Maria Esipova and Vikram Subramanian are this spring’s winners of the Jessie W. H. Zou Memorial Award. The award was established by Computer Science professor Ming Li in honor of his late wife Jessie Wenhui Zou, with the aim of celebrating undergraduate research done by students now in their final year at Waterloo.
Maria Esipova
Pure Math and Combinatorics and Optimization student Maria Esipova has loved math since kindergarten. “I enjoyed solving problems and thinking about those things,” she says, but “I was never really aware that there was anything past calculus.” Esipova grew up in Moscow, Russia, the daughter of engineers who encouraged her interest in mathematics and science. They moved to Canada when Esipova was in third grade, and in high school she enrolled in a specialized math and science program.
In her first year at Waterloo, Esipova had to shift the way she thought about everything from studying to math itself. Math at Waterloo was “proof-heavy, foundations heavy – hard, but in a really rewarding way.” Eventually, she says, she began to understand “the big picture of what you do as a mathematician.”
During the pandemic she also began the first of two Undergraduate Research Assistantships (URA), with professor Karen Yeats in spring term 2021. “I was extremely impressed with [Esipova’s research],” Yeats writes in her nomination letter for the award. “She is in the top three of all the undergrad researchers I have worked with.”
During the URA, Esipova honed her love for her current field of study: algebraic combinatorics. Esipova especially appreciates way that algebraic combinatorics encourages her to bring in tools from other disciplines and solve problems that were hard to solve in their original setting. Her research with Yeats resulted in the paper “A result on the c2 invariant for powers of primes,” which has been accepted in the Canadian Mathematical Bulletin.
This September, Esipova will begin a Master’s in Math at the University of British Columbia, where she will continue to study algebraic combinatorics and learn to teach university mathematics. She is especially thankful for the support and mentorship of Yeats, as well as Olya Mandelshtam, her supervisor for her second URA.
“I’m very grateful to be recognized like this,” she says. “It’s an affirmation of the work that I’ve done. I’m very thankful to Waterloo and the professors here who have given me the room to grow and excel in mathematics. Hopefully I can continue to do this work in graduate school.”
Vikram Subramanian
Growing up in Singapore, Software Engineering student Vikram Subramanian knew he wanted to study software engineering before he even reached high school. He had “a fantastic computer science teacher, who went above and beyond and really sparked my interest.” In high school, as a member of the robotics club, he helped build several RC drones, and coded drone microcontrollers.
When considering higher education, Subramanian knew that he wanted his university education to include similar opportunities for practical learning and development. “The co-op program and the fact that it was in the middle of a fantastic tech circle means that the choice to go to Waterloo was a no-brainer in the end,” he says.
Subramanian’s experience at Waterloo has been “a fantastic one,” he says. “It has been formative as well: I am a different person both technically and personally” than when he began.
Subramanian has been working on research projects for the last four years, on top of his regular coursework. He has been involved in three major projects: SEGarage, a curative archive for software engineering tools; Apply+, a tool that helps software patch management; and a collaborative project to help understand the first commits of developers in open source projects.
As a result of his work on these research projects, Subramanian has two published full papers with two others ready as drafts. One of these papers, “An empirical study of the first contributions of developers to open source projects on GitHub,” won first place at the ACM student research competition at ICSE 2020.
“Vikram is an outstanding researcher in our field,” says his nominator, Associate Professor of Computer Science Meiyappan Nagappan. “He is a smart and insightful researcher and is just getting started.”
After graduation, Subramanian will continue collaborating with Nagappan as a Master’s of Computer Science student at Waterloo. “I’d like to thank Professor Mei for taking the time out to be not just a supervisor but also a mentor for the last few years and guiding me through university and research journey,” he says. “I feel incredibly honored and proud to win this award.”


TASK INSTRUCTIONS
The answer must be an exact copy of every entry, with no pictures in it.

Stored data entries:
• • • • • • •

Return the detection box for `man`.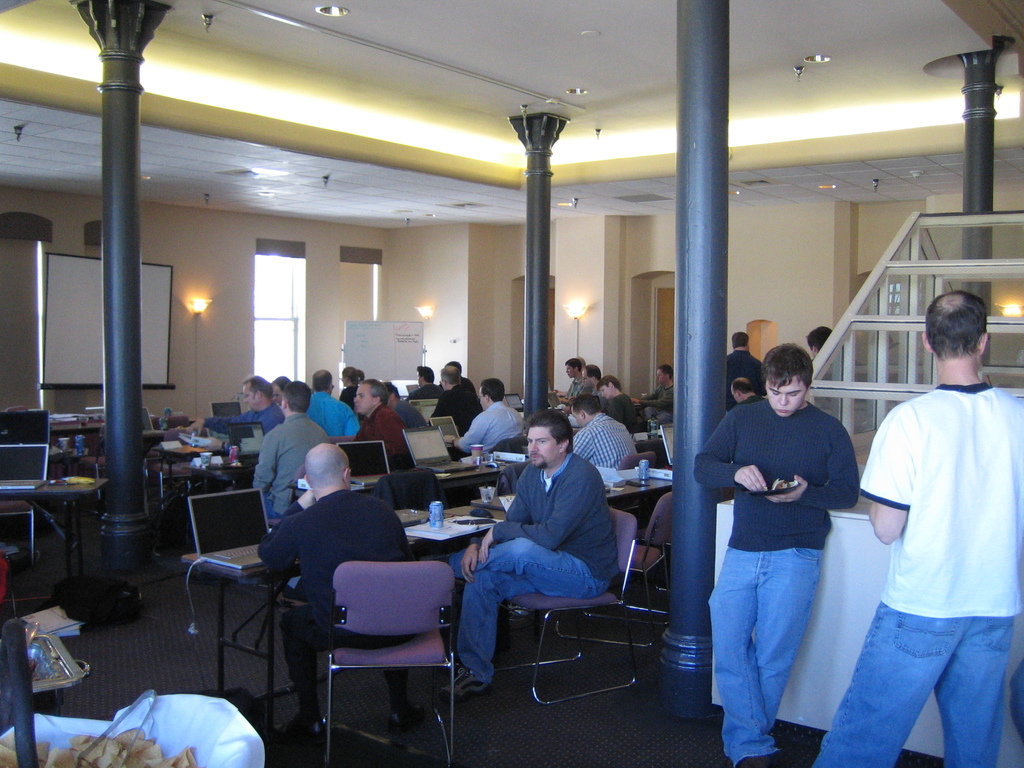
crop(261, 440, 421, 744).
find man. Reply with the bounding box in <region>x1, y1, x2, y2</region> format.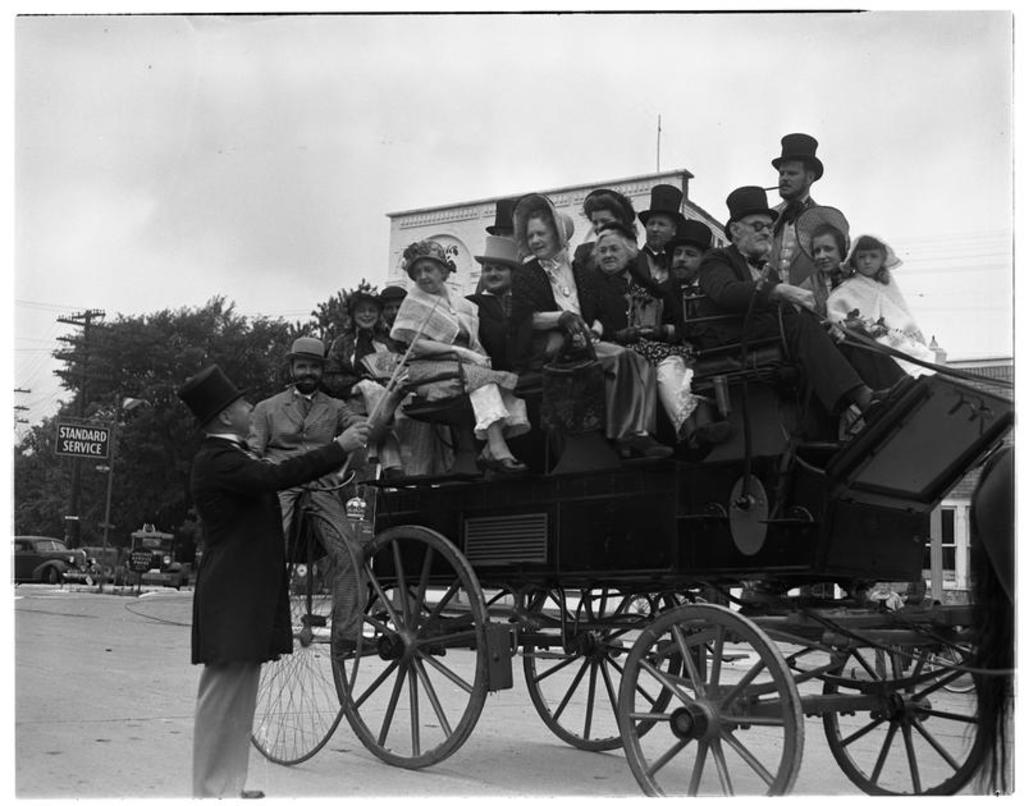
<region>247, 333, 381, 656</region>.
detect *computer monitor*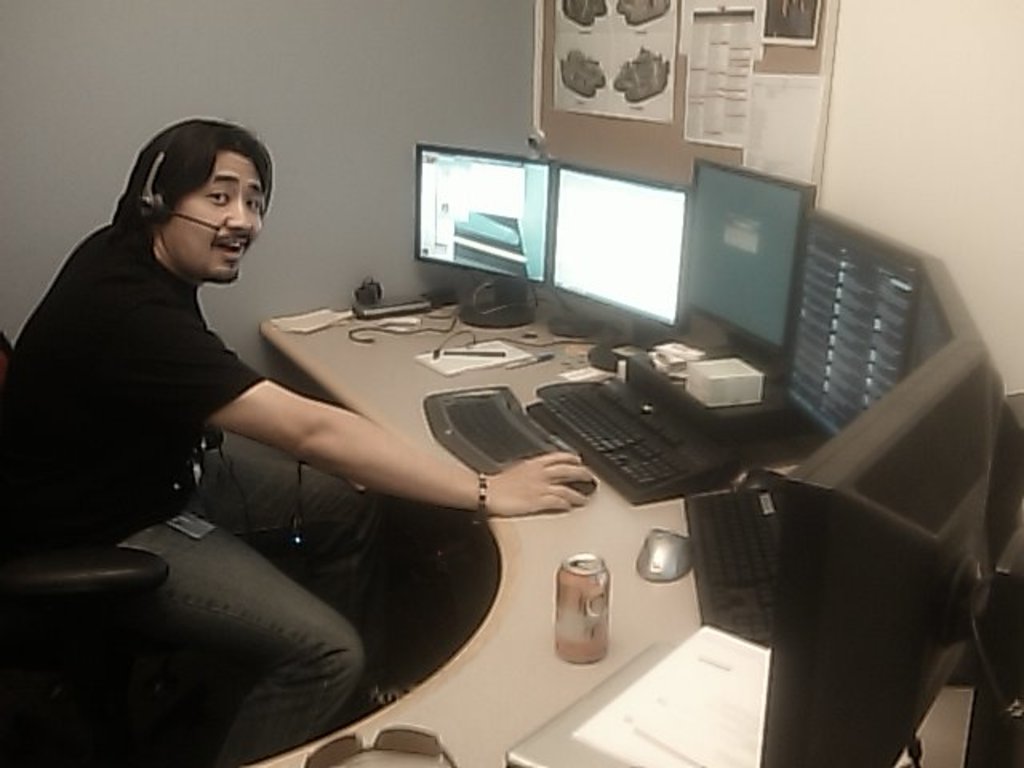
select_region(683, 155, 816, 378)
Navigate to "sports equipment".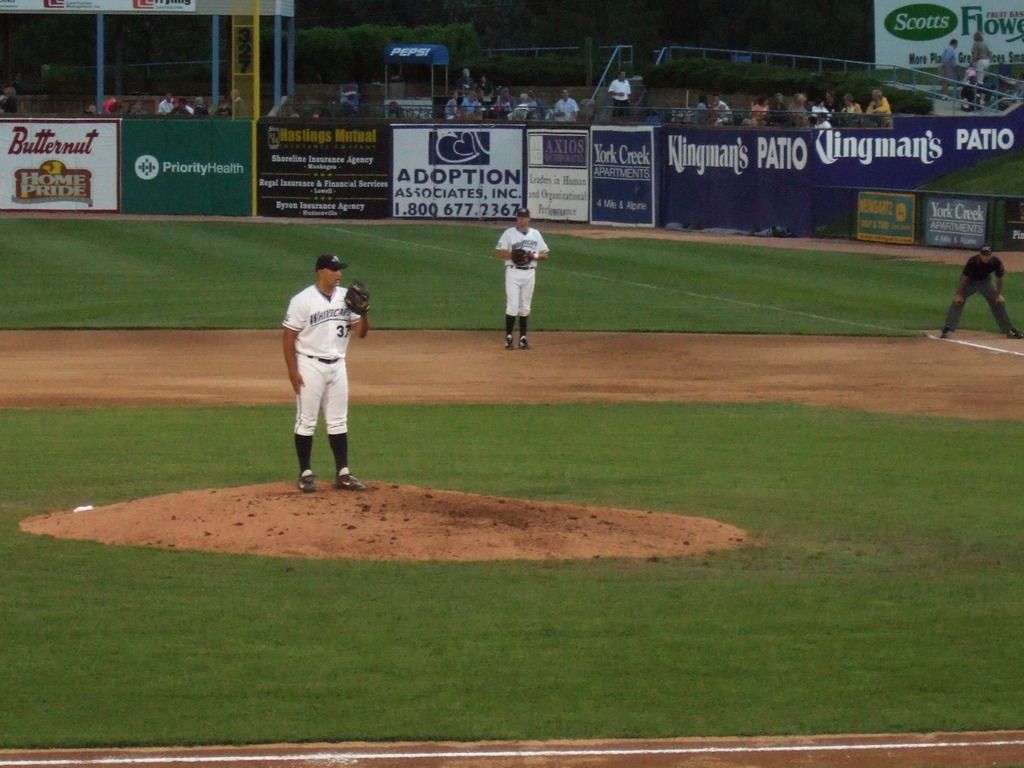
Navigation target: left=511, top=247, right=534, bottom=264.
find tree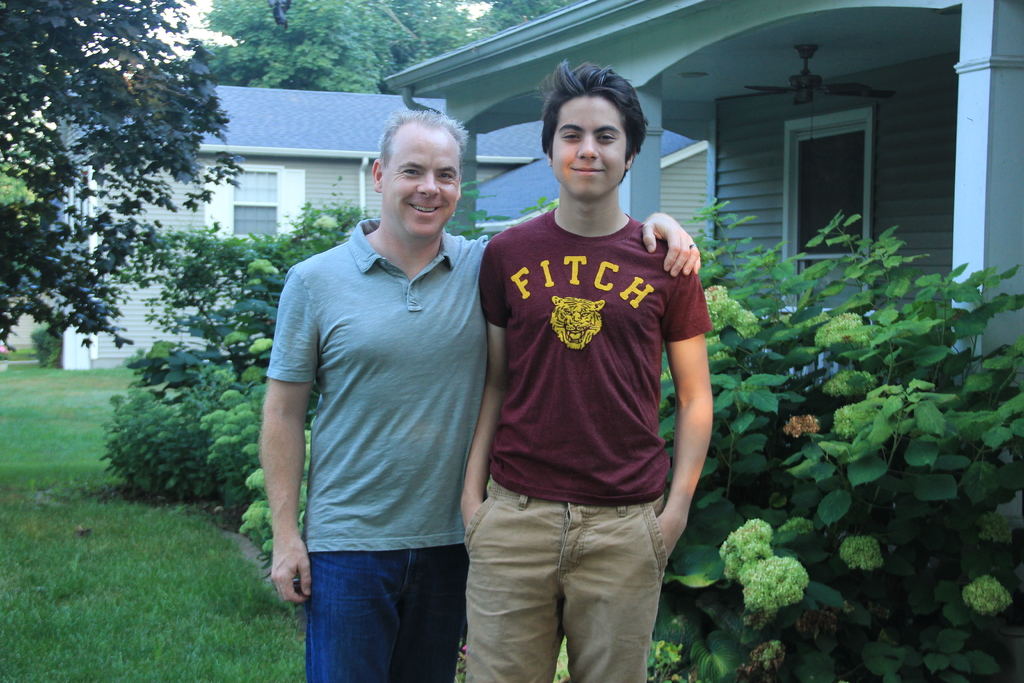
bbox=[442, 0, 557, 53]
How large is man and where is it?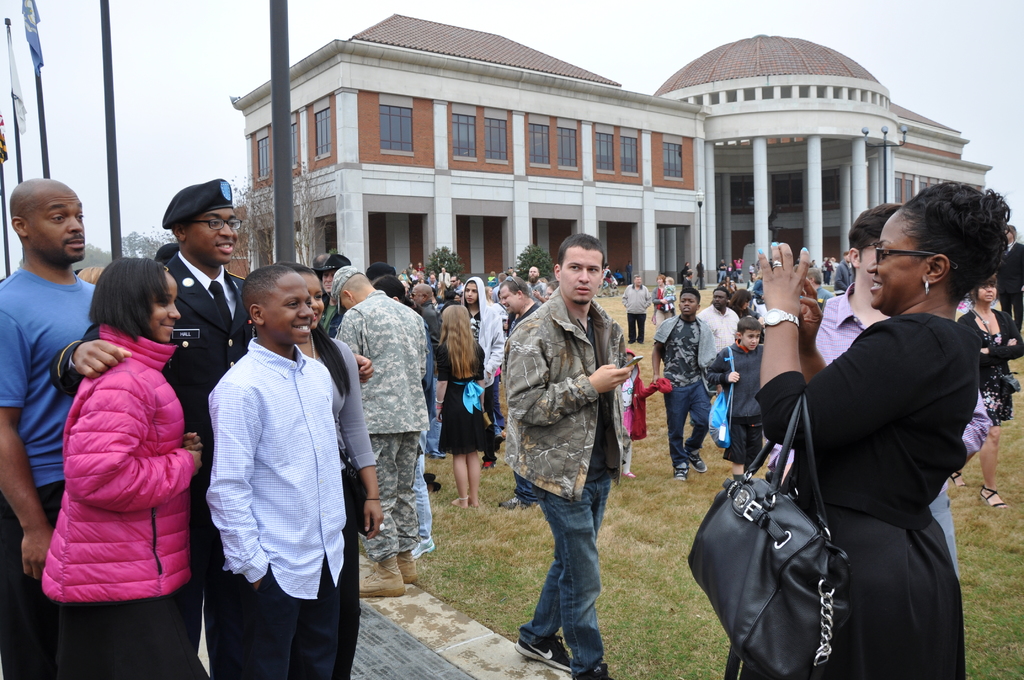
Bounding box: [1002,229,1023,339].
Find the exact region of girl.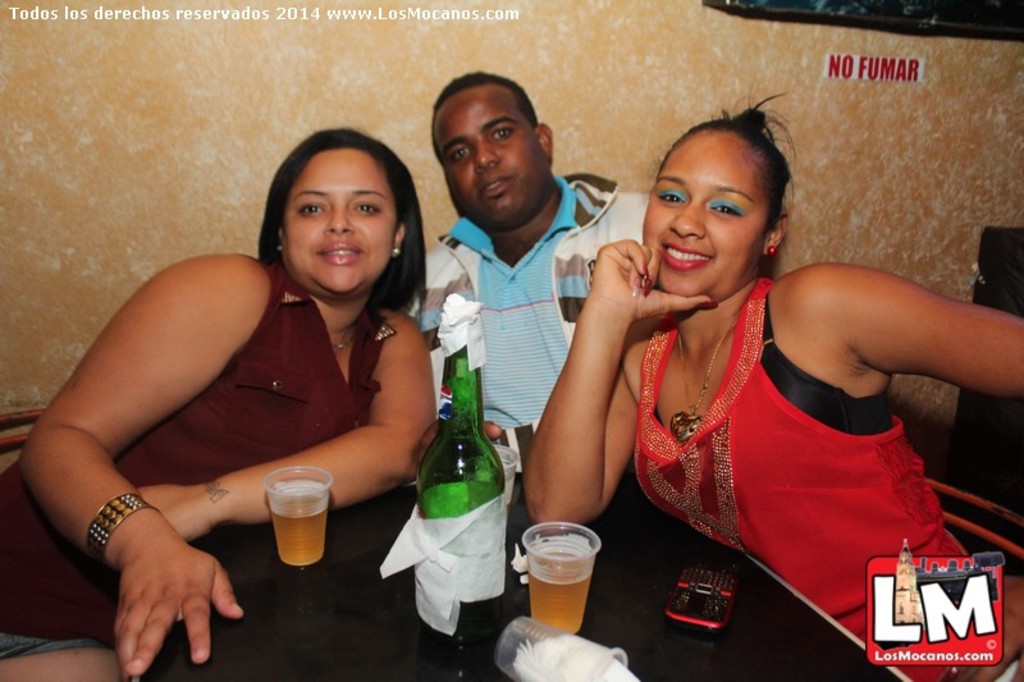
Exact region: left=1, top=127, right=442, bottom=681.
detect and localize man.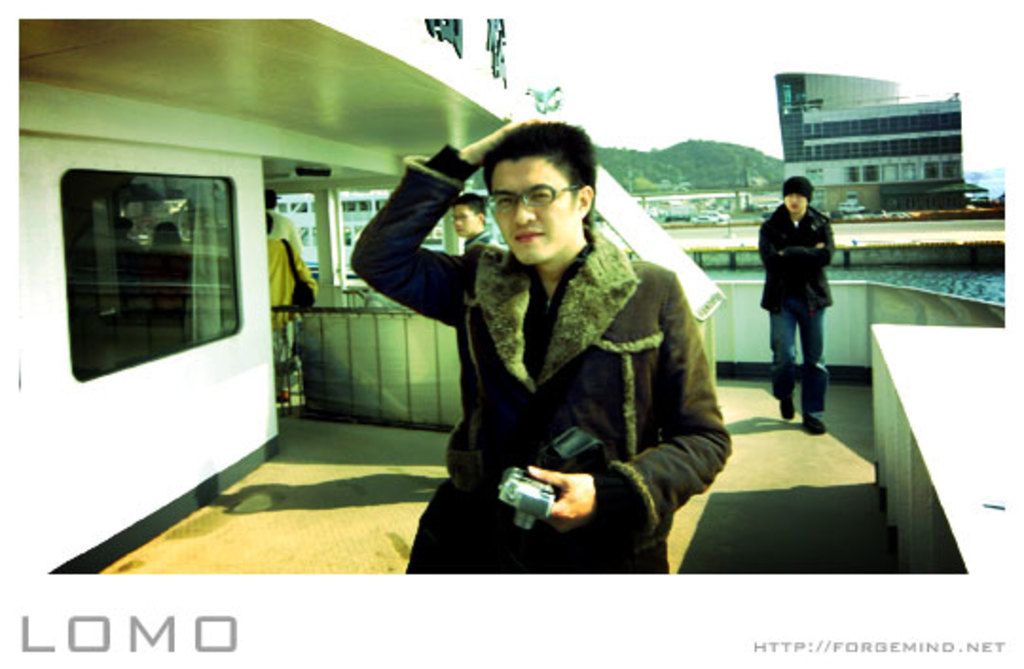
Localized at (x1=453, y1=193, x2=503, y2=246).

• • • • • • •

RESULT OF THIS EXERCISE
Return the detection box for `man`.
crop(261, 440, 421, 744).
find man. Reply with the bounding box in <region>x1, y1, x2, y2</region> format.
<region>247, 333, 381, 656</region>.
detect *computer monitor*
select_region(683, 155, 816, 378)
Navigate to "sports equipment".
Navigation target: left=511, top=247, right=534, bottom=264.
find tree
bbox=[442, 0, 557, 53]
How large is man and where is it?
Bounding box: [1002,229,1023,339].
Find the exact region of girl.
Exact region: left=1, top=127, right=442, bottom=681.
detect and localize man.
Localized at (x1=453, y1=193, x2=503, y2=246).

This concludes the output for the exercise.